# [REQUIREMENT]
The following entries are to be repeated exactly, and the pictures are to be left behind.

########################################

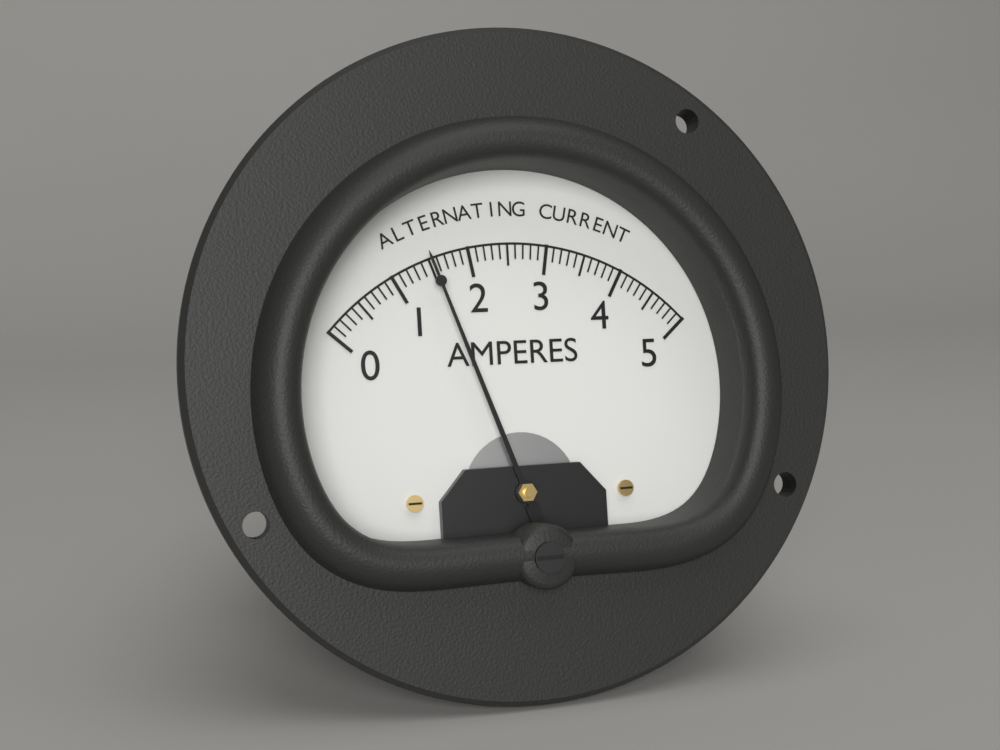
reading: 1.5 A
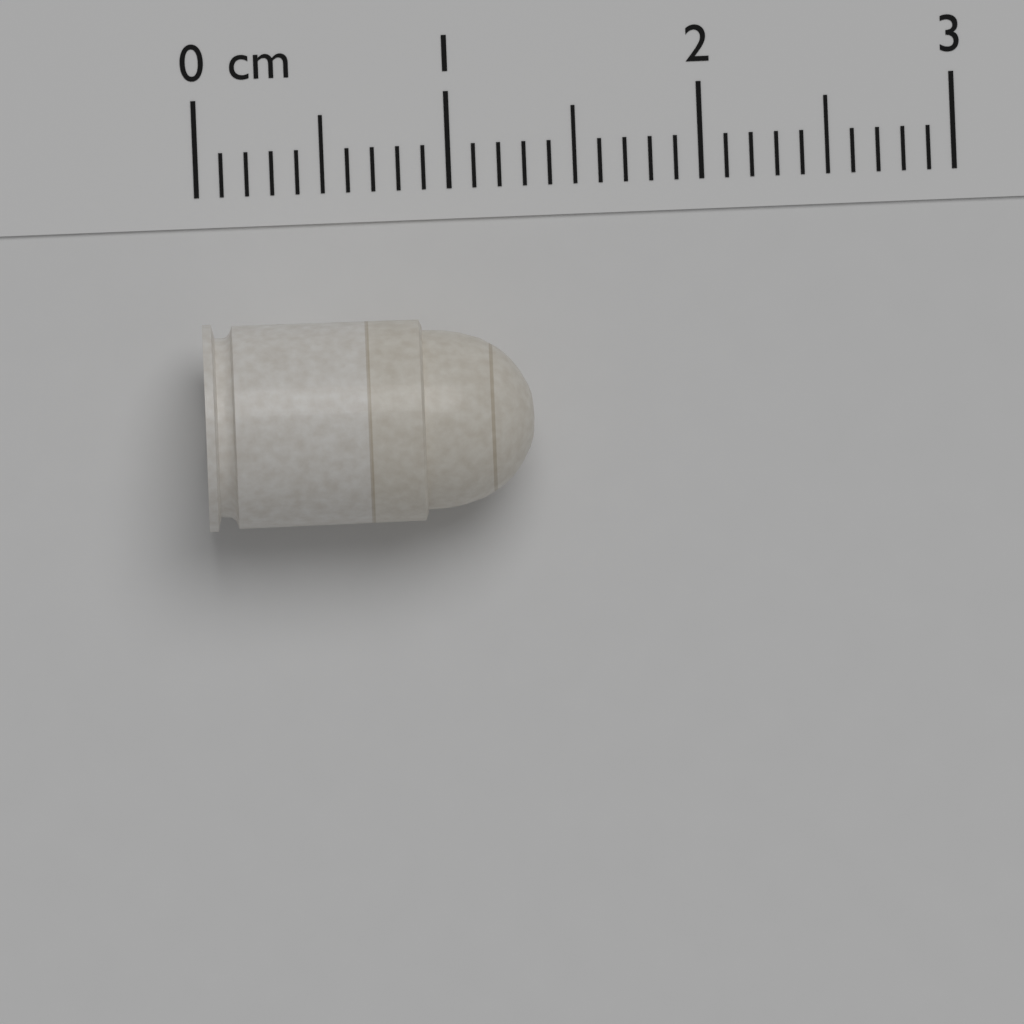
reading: 1.3 cm
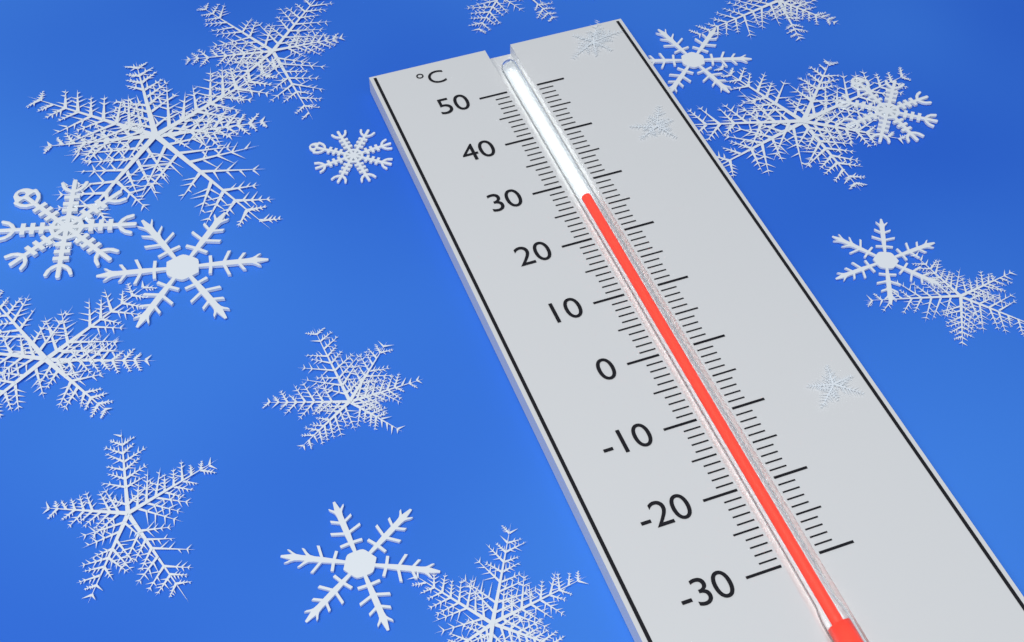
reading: 27 °C
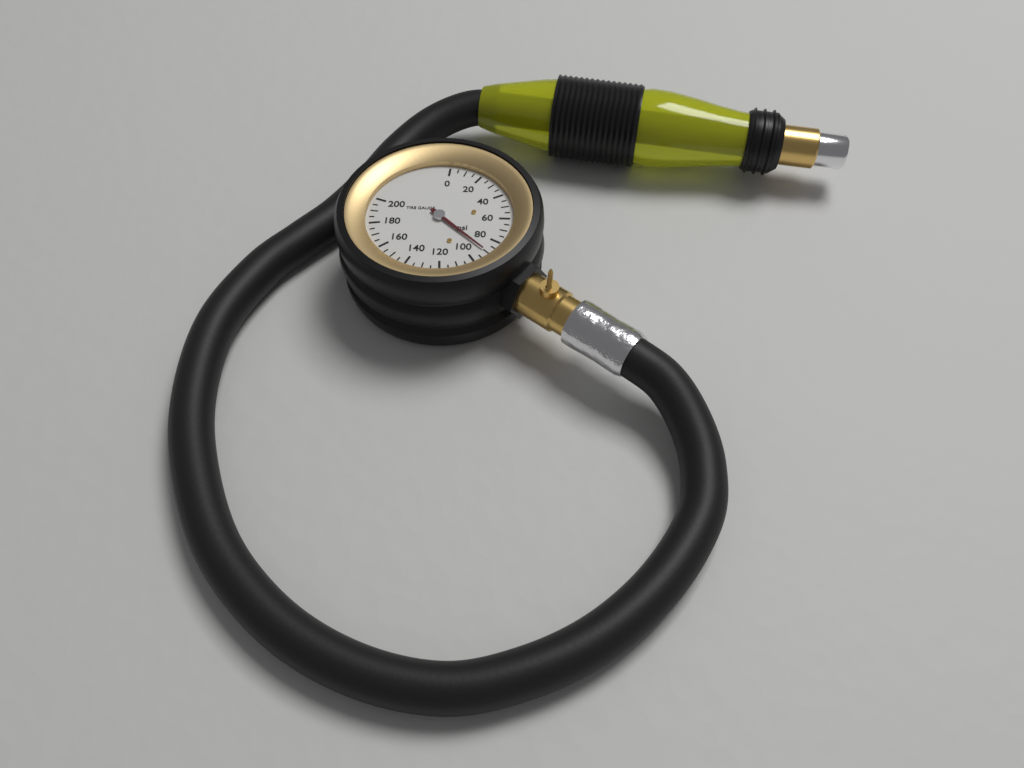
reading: 90 psi
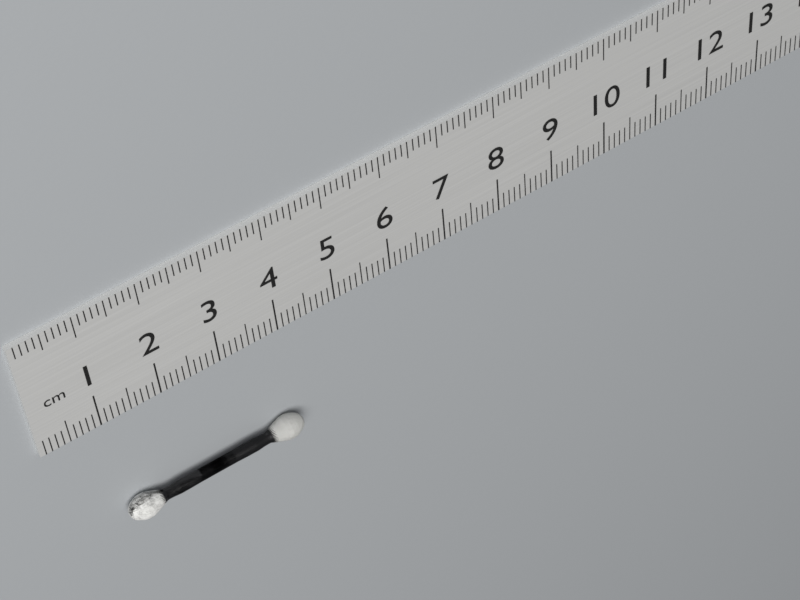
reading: 4.1 cm
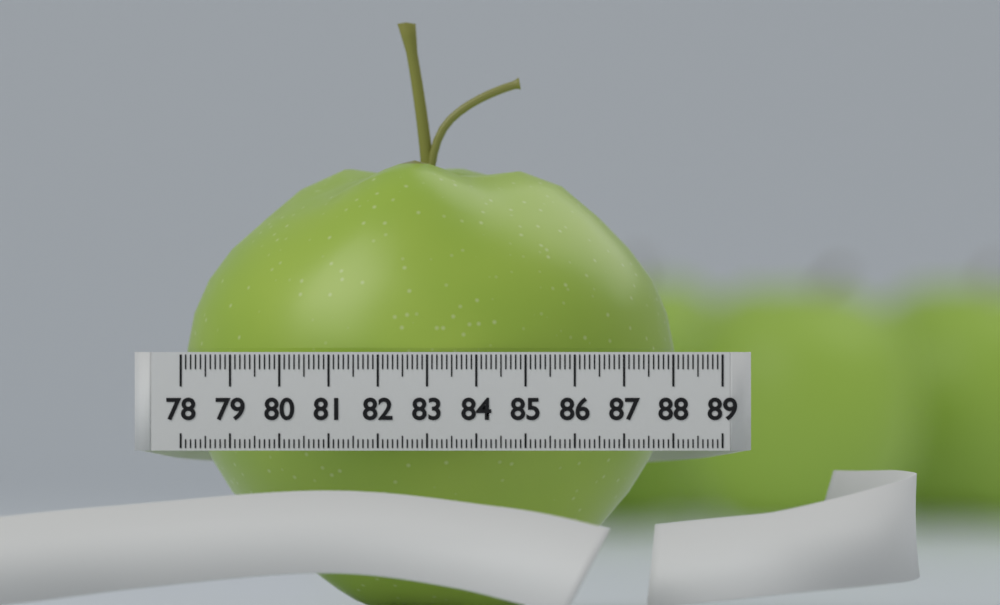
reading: 88.1 (no unit)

########################################

# [SOLUTION TO THIS EXERCISE]
reading: 1.5 A
reading: 1.3 cm
reading: 27 °C
reading: 90 psi
reading: 4.1 cm
reading: 88.1 (no unit)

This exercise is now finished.